Ethernet Card

el_pedriyo

Explorer
Joined
Jun 24, 2018
Messages
65
Hello guys,

I was thinking about purchasing a 4 ethernet pors PCIe card, and found some of these:


The only thing I was thinking about is, why is that card a pcie x4 and not just simply a pcie x1? As looking around pcie2.0 x1 is 4 Gbit/s

Any idea you might think?

Kind regards
 
Joined
Aug 8, 2019
Messages
21
I am not an expert on this so other folks should feel free to chime in, but my impression is that gigabit Ethernet is full duplex, so it's capable of both sending and receiving at gigabit speeds simultaneously. So if your numbers are correct there you'd want at least a PCIe2 x2 link to handle that bandwidth, plus some overhead to be on the safe side. Physical x2 cards aren't really made, so they round up to x4.

(A side note: I'm not sure how the used market is where you are but in the US used quad-port gigabit NICs are pretty cheap, so that might be an option worth checking out.)
 

LVLouisCyphre

Dabbler
Joined
Dec 22, 2019
Messages
16
Simple, x1 can't handle it. I had a server farm of EISA/PCI FreeBSD servers; one with a 3C597TX card. In 100BTX mode it ran only at half duplex. Why? Because the EISA bus can't handle 100BTX full duplex.

Your card should work with the em(4) driver. I have an Intel Pro/1000 PT quad port on the way for under $20 (USD), it's also a x4 and uses the same driver. When you go to multiport GbE, you are looking at x4 cards especially with backward compatibility with PCIe 1.x. When quad port 1 GbE cards hit the market they were designed for PCIe 1.x. When a PCIe card manufacturer designs a card, they have to make it backwards compatible with PCI 1.x which is slower than PCIe 2.x. With every version of PCIe, they basically bump the speed limit of the lanes; same evolutionary technology principle as with networking (10BASE on up to 50GBASE and the WiFi 802.11 alphabet soup) and storage devices (SCSI, PATA, SAS and SATA).
I am not an expert on this so other folks should feel free to chime in, but my impression is that gigabit Ethernet is full duplex, so it's capable of both sending and receiving at gigabit speeds simultaneously. So if your numbers are correct there you'd want at least a PCIe2 x2 link to handle that bandwidth, plus some overhead to be on the safe side. Physical x2 cards aren't really made, so they round up to x4.

(A side note: I'm not sure how the used market is where you are but in the US used quad-port gigabit NICs are pretty cheap, so that might be an option worth checking out.)
You are correct, sir!

You can run 1 GbE at half duplex in rare instances; Cisco Gigastack GBICs with what looked like firewire ports did that if you used both links in a daisy chain.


* _WHAT YOU WILL DO_
Below are records; count how many of their lines contain the string "QatarUnited", and give only that number.

*** Opening of MATERIAL FOR THIS EXERCISE ***

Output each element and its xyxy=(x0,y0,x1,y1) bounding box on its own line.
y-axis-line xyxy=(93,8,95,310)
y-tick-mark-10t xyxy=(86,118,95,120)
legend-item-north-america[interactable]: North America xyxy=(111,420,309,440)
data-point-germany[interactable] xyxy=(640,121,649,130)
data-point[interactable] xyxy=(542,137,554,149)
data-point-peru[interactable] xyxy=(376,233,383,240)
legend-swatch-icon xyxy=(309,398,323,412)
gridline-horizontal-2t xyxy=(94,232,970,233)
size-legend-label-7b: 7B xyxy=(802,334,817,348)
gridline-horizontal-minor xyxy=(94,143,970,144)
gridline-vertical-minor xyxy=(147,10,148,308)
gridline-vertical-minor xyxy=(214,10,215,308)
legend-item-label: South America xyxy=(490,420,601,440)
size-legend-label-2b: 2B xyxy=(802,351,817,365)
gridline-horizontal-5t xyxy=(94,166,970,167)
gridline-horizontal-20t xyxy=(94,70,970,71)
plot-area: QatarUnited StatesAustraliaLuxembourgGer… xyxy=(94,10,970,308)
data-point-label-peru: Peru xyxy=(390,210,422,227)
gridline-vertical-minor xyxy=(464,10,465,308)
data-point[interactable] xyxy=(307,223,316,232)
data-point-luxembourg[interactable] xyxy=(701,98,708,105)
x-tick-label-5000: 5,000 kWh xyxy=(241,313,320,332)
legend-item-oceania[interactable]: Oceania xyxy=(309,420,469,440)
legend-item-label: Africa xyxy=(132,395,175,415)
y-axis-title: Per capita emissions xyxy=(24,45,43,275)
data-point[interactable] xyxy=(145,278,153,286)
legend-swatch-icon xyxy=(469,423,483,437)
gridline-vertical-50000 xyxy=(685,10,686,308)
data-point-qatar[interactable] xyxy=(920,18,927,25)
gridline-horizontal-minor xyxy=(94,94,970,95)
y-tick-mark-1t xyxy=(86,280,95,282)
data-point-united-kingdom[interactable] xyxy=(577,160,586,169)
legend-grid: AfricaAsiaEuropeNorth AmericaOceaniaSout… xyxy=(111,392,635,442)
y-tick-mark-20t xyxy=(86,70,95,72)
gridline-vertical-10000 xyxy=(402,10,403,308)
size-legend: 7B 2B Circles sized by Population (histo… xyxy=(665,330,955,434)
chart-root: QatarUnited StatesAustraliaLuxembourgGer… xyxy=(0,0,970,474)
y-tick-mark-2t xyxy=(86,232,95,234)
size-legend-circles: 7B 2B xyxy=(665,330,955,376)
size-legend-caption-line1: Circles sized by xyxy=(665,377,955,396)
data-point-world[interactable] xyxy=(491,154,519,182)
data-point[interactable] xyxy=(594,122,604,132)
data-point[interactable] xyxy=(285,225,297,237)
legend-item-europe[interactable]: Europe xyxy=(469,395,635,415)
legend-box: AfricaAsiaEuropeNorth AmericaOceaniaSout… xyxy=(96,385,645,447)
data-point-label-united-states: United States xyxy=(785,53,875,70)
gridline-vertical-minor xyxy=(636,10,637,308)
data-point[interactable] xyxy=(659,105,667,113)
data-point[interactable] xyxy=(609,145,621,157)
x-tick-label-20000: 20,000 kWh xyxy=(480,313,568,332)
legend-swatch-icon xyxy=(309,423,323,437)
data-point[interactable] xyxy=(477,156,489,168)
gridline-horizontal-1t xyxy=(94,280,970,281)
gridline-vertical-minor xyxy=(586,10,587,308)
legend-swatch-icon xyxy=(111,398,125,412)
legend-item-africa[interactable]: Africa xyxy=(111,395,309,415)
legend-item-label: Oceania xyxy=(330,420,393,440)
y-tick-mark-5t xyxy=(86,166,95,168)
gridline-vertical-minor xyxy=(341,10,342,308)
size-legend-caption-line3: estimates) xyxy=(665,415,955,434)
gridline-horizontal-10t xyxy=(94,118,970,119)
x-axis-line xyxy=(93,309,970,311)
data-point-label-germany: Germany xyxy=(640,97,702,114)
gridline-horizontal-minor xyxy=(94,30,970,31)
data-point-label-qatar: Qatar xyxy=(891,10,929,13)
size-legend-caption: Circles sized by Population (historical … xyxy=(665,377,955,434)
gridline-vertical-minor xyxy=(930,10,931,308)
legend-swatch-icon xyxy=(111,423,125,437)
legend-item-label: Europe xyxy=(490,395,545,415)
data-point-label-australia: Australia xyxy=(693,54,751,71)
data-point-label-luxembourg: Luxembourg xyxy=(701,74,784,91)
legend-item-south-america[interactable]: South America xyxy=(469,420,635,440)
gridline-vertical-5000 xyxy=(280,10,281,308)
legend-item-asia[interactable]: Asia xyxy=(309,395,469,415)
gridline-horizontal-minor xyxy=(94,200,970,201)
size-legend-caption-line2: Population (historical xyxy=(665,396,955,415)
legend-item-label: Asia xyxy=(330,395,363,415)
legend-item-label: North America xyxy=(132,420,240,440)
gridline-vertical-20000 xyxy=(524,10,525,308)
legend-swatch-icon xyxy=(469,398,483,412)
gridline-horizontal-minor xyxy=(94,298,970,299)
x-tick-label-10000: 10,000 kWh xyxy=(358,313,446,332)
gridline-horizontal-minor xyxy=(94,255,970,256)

*** Close of MATERIAL FOR THIS EXERCISE ***

* _WRITTEN ANSWER_
2